In the past five years, contemporary photographer Lamya Gargash was selected as the featured artist at the UAE’s first ever pavilion at the 2009 Venice Biennale, published a book, participated in exhibitions all over the world, and became a mother to two children. Style.com/Arabia visited Gargash’s latest show, “Traces,” at The Third Line gallery to talk to her about change, fate, and her hometown, Dubai.
It’s no secret that Dubai is a rapidly developing Emirate, but for Gargash, who is habitual in character, the concept of change is a difficult one. “In my work, I focus a lot on my hometown and document the Dubai that I know and knew. In many ways, I am trying to conserve its true essence.” Traces encompasses the photographer’s conversation with mortality and is a methodical, almost stubborn effort to preserve moments and feelings before they inevitably yellow and fade.
Curiously, none of the nostalgic works feature human beings, yet all of them are somehow grounded in Emirati culture. Each image contains clues that people were once present and busy with the day-to-day business of living.
After Lunch depicts an abandoned dining room table, a crime scene of spilled food, and crumpled napkins.
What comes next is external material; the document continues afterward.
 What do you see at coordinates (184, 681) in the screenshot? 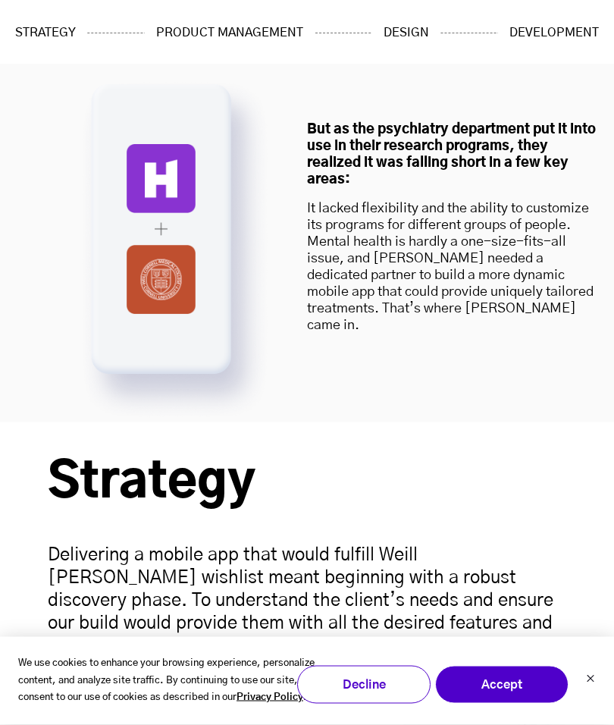
I see `p: We use cookies to enhance your browsing experience, personalize content, and analyze site traffic...` at bounding box center [184, 681].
Drapes, a far more personal photograph, records the last moments of a home (in this case the one belonging to Gargash’s grandfather) before the walls were demolished to make way for new construction. Tangled, easily the most striking of the photographs, is slightly out of focus—this blurring of detail is ultimately distracting and feels like more of a technical snafu than a composition decision. Meanwhile, the photographs all feature a hazy light, as if to remind us that everything is fleeting.
Reflecting on the domestic details, Gargash states, “The banal intrigues me. I find much beauty in what many overlook. We live in a fast-paced world where life passes us by and we don’t have time to notice a lot of what happens around us.”
Traces runs in the Project Space at The Third Line gallery until May 29th.